File Format and Grammar Rules

Any line starting with a leading # is ignored as a comment. Location record lines may not contain leading or embedded spaces. The first line must contain V.XX, where XX is the version of the NSX Advanced Load Balancer DB. At the time of this writing, the only supported value is V.01. The optional name field is comprised of three parts, and the parts are delimited by two slashes. Any line with a parsing error is dropped. If there are more than 95% errors, the geo-DB loading operation fails. If there are lines with duplicate or overlapping addresses, the line last specified in the file dominates and overwrites the other entries. The following example illustrates a proper syntax for the IPv4 format.

V.01
# start_ip,end_ip,latitude,longitude,country/region/city,tag
# Hyphens denote an unspecified region and city within Australia
1.0.0.0,1.0.0.255,-33.4940,143.2104,Australia/-/-,-
1.0.1.0,1.0.1.255,26.0614,119.3061,China/Fujian/Fuzhou,-
1.0.2.0,1.0.3.255,26.0614,119.3061,China/Fujian/Fuzhou,-
# Neither the name nor the tag fields are specified for the IP range 2.0.2.0 to 2.0.3.255
2.0.2.0,2.0.3.255,26.0614,119.3061,-,-

Multiple files can be specified as input for source-IP-address-to-location mapping. As described later in this guide, a priority mechanism determines which data must dominate if and when multiple sources stipulate a distance for a given IP address.

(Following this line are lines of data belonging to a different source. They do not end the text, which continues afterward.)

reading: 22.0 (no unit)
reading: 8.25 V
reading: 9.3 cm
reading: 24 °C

Conversion from other formats to the NSX Advanced Load Balancer format is possible. Such data are merged into one static, composite geo-DB file in NSX Advanced Load Balancer format.

Clients of multi-site applications are assumed to have public or private addresses. From the perspective of NSX Advanced Load Balancer GSLB, they have direct network access to either public or private VIPs, but not both simultaneously. In public networks, network address translation may engage private sites, but private IPs are transparent to the geolocation algorithm governing public-client access. So, the geo-DB is responsible for containing one or the other kind of address, but not simultaneously both.

IPv6 Support

The following fields are available for an NSX Advanced Load Balancer geo-DB v6 record.

  • IPv6 address

  • Prefix length

  • Latitude

  • Longitude

  • Full name of a city, for example, USA/California/San Francisco

  • Tag — is reserved for special uses, for example, to store a customer-defined value for the region, say “West”

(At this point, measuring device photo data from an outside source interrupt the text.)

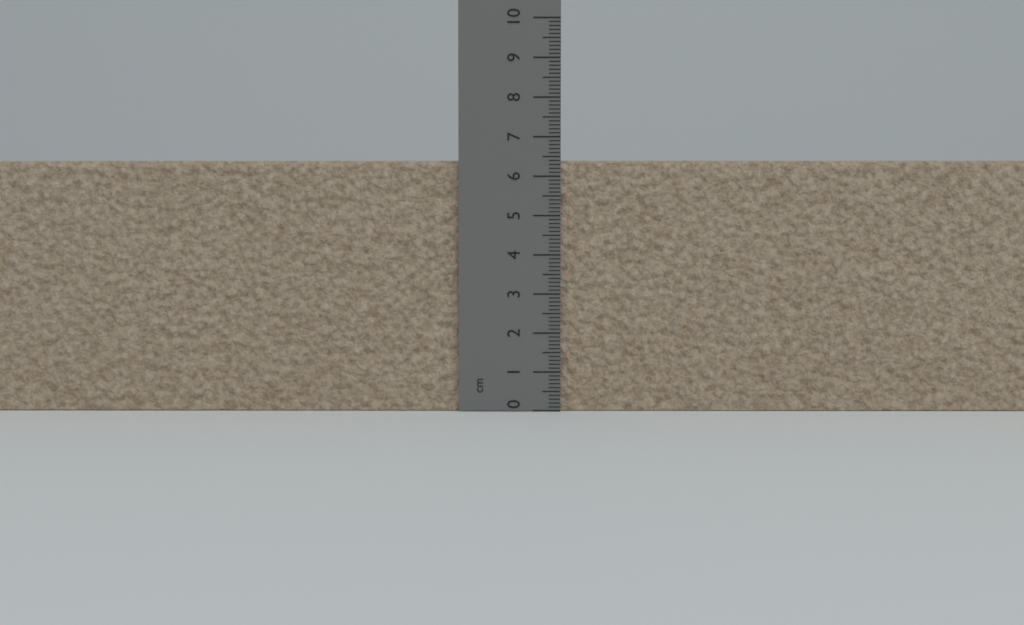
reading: 6.4 cm
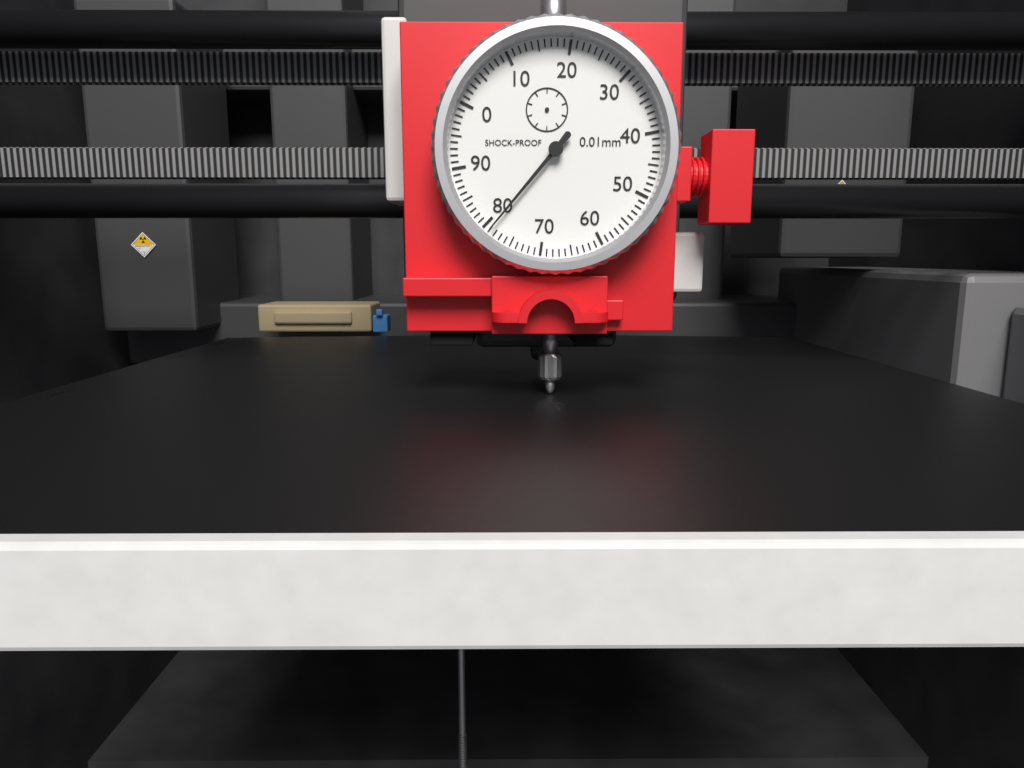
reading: 79 0.01mm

The first four fields are mandatory. A hyphen in the fifth or sixth position indicates the field is unspecified.

IPv6 File Format

The following example illustrates a proper syntax for the IPv6 database format.

V.01
# IPv6 address, prefix length,latitude,longitude,country/region/city,tag
# Hyphens denote an unspecified region and city within United States
1::3,128,1,1,United States/-/-,testing
2::2,128,5,5,United States/-/-,testing
1::1,128,3,3,United States/-/-,testing

3::3,128,8,7,United States/-/-,testing
4::4,128,9,9,United States/-/-,testing

Impact on NSX Advanced Load Balancer Controller and NSX Advanced Load Balancer SE Configuration

To support the geolocation algorithm, special consideration must be given when configuring Controllers and the SEs implementing NSX Advanced Load Balancer DNS for GSLB.

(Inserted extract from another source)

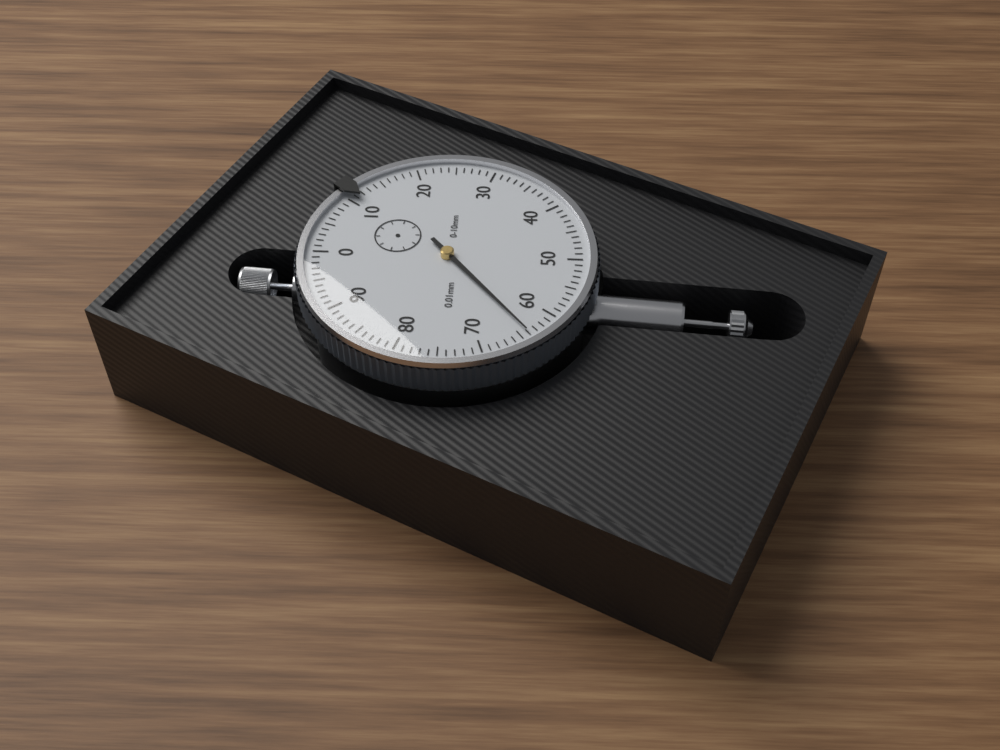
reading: 0.64 mm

  • Memory Allocation – An NSX Advanced Load Balancer geo-DB can be very large (for example, it can easily contain 3 million entries). So, the minimum recommendation for an NSX Advanced Load Balancer DNS SE is 8 GB. The additional knob for Host Geo Profile stipulates that some of that memory (2 GB recommended) is to be exclusively devoted to the geo-DB. The geo profile permits a portion of SE memory to be reserved for geoDB.

    Note:

    This feature requires additional shared memory on the Service Engine. Refer to Extra Shared Memory in the VMware NSX Advanced Load Balancer Configuration Guide to understand the additional memory requirements and configure the same.

  • Disk Allocation – An extra 2 GB is recommended for disk size. For more information, see NSX Advanced Load Balancer Controller Sizing in the VMware NSX Advanced Load Balancer Installation Guide.

  • When the NSX Advanced Load Balancer geo-DB is large, the DNS SE needs a few seconds or minutes to load the entries into memory.

  • The CLI commands for these are discussed in Configuring Geolocation-based Algorithm using NSX Advanced Load Balancer CLI.